Ten years ago, Maja Zade’s adaptation of Marius von Mayenburg’s social satire The Ugly One debuted at the Royal Court, a vivacious dissection of how body image, ‘attractiveness’ and our obsession with external beauty. In that time, as the Park’s programme notes, social media has flourished (Facebook based, after all, on an algorithm originally designed to compare two different women on how ‘hot’ they were) leading to the likes of Tinder, Bumble (now daubed over London busses), or even the filter-glossed sheen of Instagram.
The Ugly One tackles these issues with head-on force – we meet Lette, the titular ugly, repulsive figure, encouraged (read: forced) to undergo surgery to remedy such a terrible affliction. Now blessed with a strikingly handsome face (much to the delight of his wife and, later, Lette’s own libido) the man navigates his way through a world where his very image is revered, commodified, imitated and manufactured. The bright face of modern day consumerism, here predicted well before it has manifested itself in a social media form.
Body image, attractiveness, issues of this nature are a snug fit for the stage – performative spaces, where individuals have to ‘put on’ expressions, wear their characters. The Ugly One takes this to the next level – Lette’s ‘transformation’ is never seen by the audience, he looks exactly the same both before and after the operation. The beauty is an artifice, a collective construct. Setting the show in the round is a neat stroke here (aided by the expansive, multifunctional slab from designer Loren Elstein) – we are all colluding in this endorsement of beauty, as pivotal to its existence as any actor on the stage. It’s a Saussurean exercise, where the signifier is rendered irrelevant due to the content of the signified. A damning inditement of modern questions of identity.
The influences are explicit here – Churchill being an obvious one (particularly in the later scenes), a modern day Ionesco or Kafka-esque notion of transformation also key. Characterisation is dialled up to 11, the absurdism reflected in individual strokes or reactions. It’s an incessantly comedic piece, and all the better for it – satire always has to straddle a line between meaningful insight and dripping mockery.
Director Roy Alexander Weise, 2016 JMK Winner, turns the show into a barn-storming four hander, maintaining an inexorable and tireless pace for the ninety minute runtime. His flourishes are neat, entirely in keeping with the show’s premise (the experiment on Lette’s face, for instance, is depicted with excruciating audio as the ‘surgeon’ cuts apart slices of fruit, then played through a microphone and out into the audience) – having characters constantly peeling away fruit skins, or the way in which the multi-roling blends seamlessly into scenes bouncing from one context to another. Special mention for Amy Mae’s lighting design here – subtle shifts demarcating environments and tones are the order of the day – all the more vital in a 90-seater space.
Zade’s adaptation feels somewhat protracted in places – quite easily reducible to an hour if some scenes were cut apart or simply pulled away (much like Lette’s face, perhaps). The conceptual stimulation can only last so long – there needs to be pertinent scenes laced beneath it to further the discussion. For example, a scene towards the end of the play, where Lette comes to be deeply attracted to his own image, is a fantastic turn – a perverted depiction of self-love (something that, in this social media age, we are all encouraged to find). It was just a shame it took a while to get there – in this case a monologue set in an elevator, supposedly frenetic but here just slightly tiresome.
On the acting side of proceedings we see some terrific turns from Charlie Dorfman, reflecting the intense absurdity of Lette’s predicament and the ensuing psychological transformation. How intrinsically can one’s self image permeate through their overall identity? A suitably apt question to chew over. T’Nia Miller is a wonderfully disciplined Scheffler, the first to bring up the body image issue and then later placed in the positions of power that exacerbate and catalyse Lette’s role. Indra Ové is given something of a lesser role to play than the rest – Lette’s wife rarely gives her a position to evolve or develop, constantly a source of both antagonism and satisfaction for the other characters.
The Ugly One is a funny show – it whips along in a way that holds a garish mirror to our narcissistic modern world while giving us every opportunity to laugh at the absurdity of the situation. Though Zade has padded the show with some scenes that disrupt a punchy flow, Weise keeps it ticking along with a whizz.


● Assignment
Copy word for word, please, the lines of the entries below running from the one containing "Where is each" to the one containing "find all labels, buttons, inputs, and", both ends included.

Dataset items:
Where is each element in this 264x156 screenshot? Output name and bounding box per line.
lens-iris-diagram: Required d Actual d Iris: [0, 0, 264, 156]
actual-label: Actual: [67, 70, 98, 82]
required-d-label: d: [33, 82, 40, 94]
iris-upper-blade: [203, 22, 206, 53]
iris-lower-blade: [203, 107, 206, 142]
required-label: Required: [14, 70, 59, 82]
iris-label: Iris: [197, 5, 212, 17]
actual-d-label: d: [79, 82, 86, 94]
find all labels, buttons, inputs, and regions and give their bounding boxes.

...

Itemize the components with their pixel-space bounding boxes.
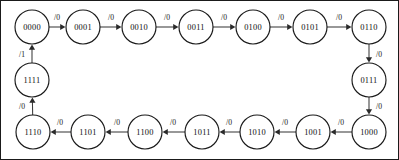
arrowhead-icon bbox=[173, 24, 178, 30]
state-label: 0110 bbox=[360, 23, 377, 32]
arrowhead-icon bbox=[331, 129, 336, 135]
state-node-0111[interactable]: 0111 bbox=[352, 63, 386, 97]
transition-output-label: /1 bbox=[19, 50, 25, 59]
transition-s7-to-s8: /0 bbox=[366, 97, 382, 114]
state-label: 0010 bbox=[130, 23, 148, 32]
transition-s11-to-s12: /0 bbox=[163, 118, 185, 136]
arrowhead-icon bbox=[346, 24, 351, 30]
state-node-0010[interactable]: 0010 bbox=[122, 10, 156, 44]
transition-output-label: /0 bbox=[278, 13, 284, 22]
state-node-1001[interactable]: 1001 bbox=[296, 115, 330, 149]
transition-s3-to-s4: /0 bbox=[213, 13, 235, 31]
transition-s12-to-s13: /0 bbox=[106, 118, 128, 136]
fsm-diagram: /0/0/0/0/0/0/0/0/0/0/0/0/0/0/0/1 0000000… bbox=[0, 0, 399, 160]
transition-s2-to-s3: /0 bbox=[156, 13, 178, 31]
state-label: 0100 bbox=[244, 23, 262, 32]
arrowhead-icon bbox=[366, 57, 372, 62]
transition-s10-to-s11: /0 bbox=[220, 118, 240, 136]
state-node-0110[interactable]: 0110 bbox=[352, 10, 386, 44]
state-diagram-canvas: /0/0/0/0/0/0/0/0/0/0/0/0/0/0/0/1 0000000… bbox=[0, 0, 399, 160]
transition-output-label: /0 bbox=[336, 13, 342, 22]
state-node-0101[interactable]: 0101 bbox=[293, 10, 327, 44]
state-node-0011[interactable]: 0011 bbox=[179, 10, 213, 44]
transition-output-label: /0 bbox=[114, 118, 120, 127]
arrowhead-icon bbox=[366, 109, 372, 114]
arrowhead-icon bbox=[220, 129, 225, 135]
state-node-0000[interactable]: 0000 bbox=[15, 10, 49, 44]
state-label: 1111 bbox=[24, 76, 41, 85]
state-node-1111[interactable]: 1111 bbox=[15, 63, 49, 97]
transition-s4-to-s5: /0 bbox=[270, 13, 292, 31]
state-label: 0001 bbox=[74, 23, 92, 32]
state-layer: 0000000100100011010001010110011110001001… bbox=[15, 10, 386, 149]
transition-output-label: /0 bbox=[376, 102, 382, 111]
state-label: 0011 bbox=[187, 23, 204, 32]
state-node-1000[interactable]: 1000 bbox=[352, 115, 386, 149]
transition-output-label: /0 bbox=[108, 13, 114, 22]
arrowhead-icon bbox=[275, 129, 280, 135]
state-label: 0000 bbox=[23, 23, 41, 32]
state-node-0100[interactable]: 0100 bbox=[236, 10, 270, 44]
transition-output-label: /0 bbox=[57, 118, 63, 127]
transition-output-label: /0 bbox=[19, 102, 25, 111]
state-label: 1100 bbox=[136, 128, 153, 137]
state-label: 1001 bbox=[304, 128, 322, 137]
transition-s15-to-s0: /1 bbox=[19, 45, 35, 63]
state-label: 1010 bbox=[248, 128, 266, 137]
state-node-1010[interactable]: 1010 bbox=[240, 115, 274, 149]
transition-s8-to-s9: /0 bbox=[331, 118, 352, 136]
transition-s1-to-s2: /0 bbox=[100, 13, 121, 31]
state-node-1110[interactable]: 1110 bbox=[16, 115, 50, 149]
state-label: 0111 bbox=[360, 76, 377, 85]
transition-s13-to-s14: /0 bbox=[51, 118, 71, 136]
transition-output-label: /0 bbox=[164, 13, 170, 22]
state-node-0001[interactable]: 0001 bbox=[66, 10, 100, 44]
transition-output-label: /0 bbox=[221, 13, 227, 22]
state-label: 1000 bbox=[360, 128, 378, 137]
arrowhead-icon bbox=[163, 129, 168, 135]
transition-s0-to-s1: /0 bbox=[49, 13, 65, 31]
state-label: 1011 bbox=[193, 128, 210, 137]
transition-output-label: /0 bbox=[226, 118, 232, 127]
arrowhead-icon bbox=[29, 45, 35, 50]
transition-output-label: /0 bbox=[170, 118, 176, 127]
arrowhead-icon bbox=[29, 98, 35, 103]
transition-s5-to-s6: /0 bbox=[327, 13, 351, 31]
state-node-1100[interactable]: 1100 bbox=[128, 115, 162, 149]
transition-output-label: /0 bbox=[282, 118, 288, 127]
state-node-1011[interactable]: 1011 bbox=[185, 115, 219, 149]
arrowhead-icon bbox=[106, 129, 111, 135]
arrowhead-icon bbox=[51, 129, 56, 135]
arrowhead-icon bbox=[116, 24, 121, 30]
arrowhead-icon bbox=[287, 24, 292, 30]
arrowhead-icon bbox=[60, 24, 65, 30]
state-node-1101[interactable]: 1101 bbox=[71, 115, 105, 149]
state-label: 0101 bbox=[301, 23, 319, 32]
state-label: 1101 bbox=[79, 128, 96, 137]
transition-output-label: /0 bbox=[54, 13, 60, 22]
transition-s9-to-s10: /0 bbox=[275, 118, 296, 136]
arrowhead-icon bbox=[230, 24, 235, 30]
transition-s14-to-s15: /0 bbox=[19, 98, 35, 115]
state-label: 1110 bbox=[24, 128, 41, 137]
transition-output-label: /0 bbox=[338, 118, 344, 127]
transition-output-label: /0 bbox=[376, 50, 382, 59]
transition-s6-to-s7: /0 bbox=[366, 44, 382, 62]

...

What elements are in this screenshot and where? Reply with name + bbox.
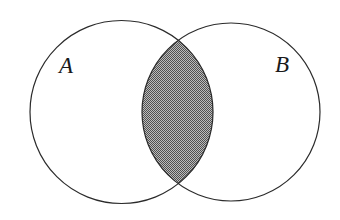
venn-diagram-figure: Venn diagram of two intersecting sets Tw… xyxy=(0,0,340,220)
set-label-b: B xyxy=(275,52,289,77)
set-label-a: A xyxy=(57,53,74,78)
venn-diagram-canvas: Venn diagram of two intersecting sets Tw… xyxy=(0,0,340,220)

● Solved exercise
Where is each element in this 264x156 screenshot? Output name and bounding box per line.
lens-iris-diagram: Required d Actual d Iris: [0, 0, 264, 156]
actual-label: Actual: [67, 70, 98, 82]
required-d-label: d: [33, 82, 40, 94]
iris-upper-blade: [203, 22, 206, 53]
iris-lower-blade: [203, 107, 206, 142]
required-label: Required: [14, 70, 59, 82]
iris-label: Iris: [197, 5, 212, 17]
actual-d-label: d: [79, 82, 86, 94]
find all labels, buttons, inputs, and regions and give their bounding boxes.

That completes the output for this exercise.